Tuesday, January 29, 2013

New web-based ArcGIS tool for evaluating proposed landing sites within South Pole-Aitken basin

A very young adornment upon a very old place. Can all the Science Goals outlined in the influential 2007 NRC study "Scientific Context for the Exploration of the Moon" be addressed at South Pole-Aitken basin? An exceptional dark, fresh debris slide down the wall and floor of Fechner T (58.74°S, 122.82°E) a youthful 14 km crater thought to have excavated primeval material originally dredged up by the 4.1 billion year old South Pole-Aitken basin. LROC NAC observation M169772751R, LRO orbit 10153, September 4, 2011; incidence angle 60.16° at roughly 58 cm per pixel resolution, from 55 km [NASA/GSFC/Arizona State University].
David Kring
Lunar and Planetary Science Institute

The LPI-JSC Center for Lunar Science and Exploration, in support of the NLSI South Pole-Aitken Basin Focus Group, has developed a new web-based ArcGIS tool for evaluating landing sites within the South Pole-Aitken (SPA) basin.  This focus on the SPA basin is prompted by several reports.  

A yellow ellipse marks the location of a valuable future landing site proposed by students participating in LPI Summer Intern program, within "walk-back distance" from a Copernican age crater perched high on a Schrödinger basin peak ring. LROC Wide Angle Camera (WAC) M169698283CE (604nm), LRO orbit 10142, September 3, 2011, resolution 81 meters from 58.55 km [NASA/GSFC/Arizona State University].
The National Research Council’s 2007 report, The Scientific Context for Exploration of the Moon, concluded the second highest priority is to determine the age of the SPA basin via sample return.  In the National Research Council’s 2012 report Vision and Voyages for Planetary Science in the Decade 2013-2022, a sample return mission was also a high-priority option for a New Frontier-class mission.  Several formal and informal recommendations by others in the community have also pointed to the SPA basin as a high-priority science and exploration target.

This novel web-based ArcGIS system provides co-registered base maps (e.g., topography and FeO abundances) and a series of feature layers (e.g., for volcanic rilles and ≥20 km-diameter impact craters).  Using the ArcGIS tool, users can zoom into lunar surface sites of potential interest.


Important:  This novel tool is accessible from browsers.  You do not need ArcGIS or a license to use ArcGIS on your computer – the system uses a new type of platform that will make it easier for people in the community to access SPA-related data.

The system is also integrated with information used in a previous lunar landing site assessment of the South Pole-Aitken Basin that was developed through the NLSI and the LPI-JSC Lunar Exploration Summer Intern Program.   That study determined that most of the goals articulated by the NRC (2007) report could be addressed within the SPA basin and highlighted, in particular, the attractiveness of Schrödinger basin and Amundsen crater for future missions. As users will see, however, there are a huge number of other interesting locations within SPA.


The oldest and largest verified impact basin, 2100 km-wide South Pole-Aitken, now believed by many to be oblong though the location of its central transitory morphological center remains elusive. Lunar Reconnaissance Orbiter laser altimetry (LOLA) [NASA/GSFC].
Data have been imported at the highest resolution available, although the data bandwidth for a real-time, on-line system currently limit the display of that data to 1000 meters.  This system is designed to evolve, however, so that it can provide the lunar community with an enhanced range of information and capabilities in the future. Additional base maps and feature layers are already in development for a second version that will be installed as soon as possible.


* [Exercise aim]
Each entry below should be retyped exactly as given.
(Data supplied begins)
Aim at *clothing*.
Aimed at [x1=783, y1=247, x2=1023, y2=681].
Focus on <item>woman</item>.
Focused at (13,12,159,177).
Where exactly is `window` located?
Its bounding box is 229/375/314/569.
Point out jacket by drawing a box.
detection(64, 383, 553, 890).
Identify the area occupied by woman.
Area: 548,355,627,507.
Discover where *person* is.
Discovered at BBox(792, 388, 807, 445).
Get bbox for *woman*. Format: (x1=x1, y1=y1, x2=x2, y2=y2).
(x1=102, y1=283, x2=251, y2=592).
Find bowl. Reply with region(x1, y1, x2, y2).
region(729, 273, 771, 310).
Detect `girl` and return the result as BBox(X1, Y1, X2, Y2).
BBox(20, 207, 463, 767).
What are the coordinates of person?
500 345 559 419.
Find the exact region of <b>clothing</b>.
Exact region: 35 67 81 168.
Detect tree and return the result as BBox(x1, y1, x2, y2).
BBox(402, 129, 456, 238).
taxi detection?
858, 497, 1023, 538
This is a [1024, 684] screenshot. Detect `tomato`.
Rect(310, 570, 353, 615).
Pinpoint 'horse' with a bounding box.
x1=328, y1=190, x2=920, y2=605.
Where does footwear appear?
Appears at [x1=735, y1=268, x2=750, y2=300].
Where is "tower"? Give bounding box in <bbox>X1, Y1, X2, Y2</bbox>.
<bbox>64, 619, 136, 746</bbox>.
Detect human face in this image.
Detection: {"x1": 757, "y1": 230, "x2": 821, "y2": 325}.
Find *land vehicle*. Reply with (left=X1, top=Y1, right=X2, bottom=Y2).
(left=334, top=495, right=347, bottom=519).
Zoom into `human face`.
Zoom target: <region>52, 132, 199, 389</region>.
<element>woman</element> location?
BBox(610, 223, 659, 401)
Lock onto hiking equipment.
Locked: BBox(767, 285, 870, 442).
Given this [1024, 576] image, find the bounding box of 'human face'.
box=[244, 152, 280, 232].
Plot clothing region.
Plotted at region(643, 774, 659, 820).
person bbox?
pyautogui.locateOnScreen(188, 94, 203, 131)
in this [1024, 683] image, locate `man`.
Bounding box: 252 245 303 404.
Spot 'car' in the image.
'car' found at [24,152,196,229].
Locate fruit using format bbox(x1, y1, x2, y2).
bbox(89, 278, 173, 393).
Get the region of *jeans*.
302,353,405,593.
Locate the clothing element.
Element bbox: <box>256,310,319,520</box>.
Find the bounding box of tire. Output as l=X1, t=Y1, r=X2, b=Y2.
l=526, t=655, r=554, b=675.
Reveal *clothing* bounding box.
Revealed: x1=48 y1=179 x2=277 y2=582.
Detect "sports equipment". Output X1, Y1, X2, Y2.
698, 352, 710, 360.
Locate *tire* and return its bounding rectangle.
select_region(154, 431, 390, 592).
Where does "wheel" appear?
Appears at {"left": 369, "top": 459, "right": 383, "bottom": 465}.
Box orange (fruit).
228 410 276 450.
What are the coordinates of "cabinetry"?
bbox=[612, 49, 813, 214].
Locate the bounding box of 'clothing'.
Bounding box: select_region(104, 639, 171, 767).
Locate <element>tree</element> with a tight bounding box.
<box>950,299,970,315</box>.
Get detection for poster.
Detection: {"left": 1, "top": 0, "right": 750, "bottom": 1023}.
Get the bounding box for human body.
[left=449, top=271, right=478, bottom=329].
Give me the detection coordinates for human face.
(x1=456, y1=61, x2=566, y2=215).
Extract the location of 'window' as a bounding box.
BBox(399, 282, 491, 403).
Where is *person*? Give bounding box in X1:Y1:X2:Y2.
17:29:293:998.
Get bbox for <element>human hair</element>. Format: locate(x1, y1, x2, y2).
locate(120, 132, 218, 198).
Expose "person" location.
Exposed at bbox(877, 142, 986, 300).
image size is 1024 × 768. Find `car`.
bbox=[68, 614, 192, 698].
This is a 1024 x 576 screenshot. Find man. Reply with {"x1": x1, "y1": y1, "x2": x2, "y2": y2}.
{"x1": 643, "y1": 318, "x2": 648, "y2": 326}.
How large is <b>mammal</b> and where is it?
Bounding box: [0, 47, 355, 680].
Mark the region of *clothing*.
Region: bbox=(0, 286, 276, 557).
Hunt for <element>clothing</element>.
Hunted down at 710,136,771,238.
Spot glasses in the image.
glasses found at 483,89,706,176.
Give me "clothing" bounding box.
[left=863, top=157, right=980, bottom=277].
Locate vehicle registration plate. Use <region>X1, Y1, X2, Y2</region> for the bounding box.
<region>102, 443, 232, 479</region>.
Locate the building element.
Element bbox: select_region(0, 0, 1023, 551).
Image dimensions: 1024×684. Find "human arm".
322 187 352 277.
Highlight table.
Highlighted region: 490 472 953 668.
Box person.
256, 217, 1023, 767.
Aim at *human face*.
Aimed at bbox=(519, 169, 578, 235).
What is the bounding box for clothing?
(Data supplied ends)
* [Task result]
Aim at *clothing*.
Aimed at [x1=783, y1=247, x2=1023, y2=681].
Focus on <item>woman</item>.
Focused at (13,12,159,177).
Where exactly is `window` located?
Its bounding box is 229/375/314/569.
Point out jacket by drawing a box.
detection(64, 383, 553, 890).
Identify the area occupied by woman.
Area: 548,355,627,507.
Discover where *person* is.
Discovered at BBox(792, 388, 807, 445).
Get bbox for *woman*. Format: (x1=x1, y1=y1, x2=x2, y2=y2).
(x1=102, y1=283, x2=251, y2=592).
Find bowl. Reply with region(x1, y1, x2, y2).
region(729, 273, 771, 310).
Detect `girl` and return the result as BBox(X1, Y1, X2, Y2).
BBox(20, 207, 463, 767).
What are the coordinates of person?
500 345 559 419.
Find the exact region of <b>clothing</b>.
Exact region: 35 67 81 168.
Detect tree and return the result as BBox(x1, y1, x2, y2).
BBox(402, 129, 456, 238).
taxi detection?
858, 497, 1023, 538
This is a [1024, 684] screenshot. Detect `tomato`.
Rect(310, 570, 353, 615).
Pinpoint 'horse' with a bounding box.
x1=328, y1=190, x2=920, y2=605.
Where does footwear appear?
Appears at [x1=735, y1=268, x2=750, y2=300].
Where is "tower"? Give bounding box in <bbox>X1, Y1, X2, Y2</bbox>.
<bbox>64, 619, 136, 746</bbox>.
Detect human face in this image.
Detection: {"x1": 757, "y1": 230, "x2": 821, "y2": 325}.
Find *land vehicle*. Reply with (left=X1, top=Y1, right=X2, bottom=Y2).
(left=334, top=495, right=347, bottom=519).
Zoom into `human face`.
Zoom target: <region>52, 132, 199, 389</region>.
<element>woman</element> location?
BBox(610, 223, 659, 401)
Lock onto hiking equipment.
Locked: BBox(767, 285, 870, 442).
Given this [1024, 576] image, find the bounding box of 'human face'.
box=[244, 152, 280, 232].
Plot clothing region.
Plotted at region(643, 774, 659, 820).
person bbox?
pyautogui.locateOnScreen(188, 94, 203, 131)
in this [1024, 683] image, locate `man`.
Bounding box: 252 245 303 404.
Spot 'car' in the image.
'car' found at [24,152,196,229].
Locate fruit using format bbox(x1, y1, x2, y2).
bbox(89, 278, 173, 393).
Get the region of *jeans*.
302,353,405,593.
Locate the clothing element.
Element bbox: <box>256,310,319,520</box>.
Find the bounding box of tire. Output as l=X1, t=Y1, r=X2, b=Y2.
l=526, t=655, r=554, b=675.
Reveal *clothing* bounding box.
Revealed: x1=48 y1=179 x2=277 y2=582.
Detect "sports equipment". Output X1, Y1, X2, Y2.
698, 352, 710, 360.
Locate *tire* and return its bounding rectangle.
select_region(154, 431, 390, 592).
Where does "wheel" appear?
Appears at {"left": 369, "top": 459, "right": 383, "bottom": 465}.
Box orange (fruit).
228 410 276 450.
What are the coordinates of "cabinetry"?
bbox=[612, 49, 813, 214].
Locate the bounding box of 'clothing'.
Bounding box: select_region(104, 639, 171, 767).
Locate <element>tree</element> with a tight bounding box.
<box>950,299,970,315</box>.
Get detection for poster.
Detection: {"left": 1, "top": 0, "right": 750, "bottom": 1023}.
Get the bounding box for human body.
[left=449, top=271, right=478, bottom=329].
Give me the detection coordinates for human face.
(x1=456, y1=61, x2=566, y2=215).
Extract the location of 'window' as a bounding box.
BBox(399, 282, 491, 403).
Where is *person*? Give bounding box in X1:Y1:X2:Y2.
17:29:293:998.
Get bbox for <element>human hair</element>. Format: locate(x1, y1, x2, y2).
locate(120, 132, 218, 198).
Expose "person" location.
Exposed at bbox(877, 142, 986, 300).
image size is 1024 × 768. Find `car`.
bbox=[68, 614, 192, 698].
This is a 1024 x 576 screenshot. Find man. Reply with {"x1": x1, "y1": y1, "x2": x2, "y2": y2}.
{"x1": 643, "y1": 318, "x2": 648, "y2": 326}.
How large is <b>mammal</b> and where is it?
Bounding box: [0, 47, 355, 680].
Mark the region of *clothing*.
Region: bbox=(0, 286, 276, 557).
Hunt for <element>clothing</element>.
Hunted down at 710,136,771,238.
Spot glasses in the image.
glasses found at 483,89,706,176.
Give me "clothing" bounding box.
[left=863, top=157, right=980, bottom=277].
Locate vehicle registration plate. Use <region>X1, Y1, X2, Y2</region> for the bounding box.
<region>102, 443, 232, 479</region>.
Locate the building element.
Element bbox: select_region(0, 0, 1023, 551).
Image dimensions: 1024×684. Find "human arm".
322 187 352 277.
Highlight table.
Highlighted region: 490 472 953 668.
Box person.
256, 217, 1023, 767.
Aim at *human face*.
Aimed at bbox=(519, 169, 578, 235).
What is the bounding box for clothing?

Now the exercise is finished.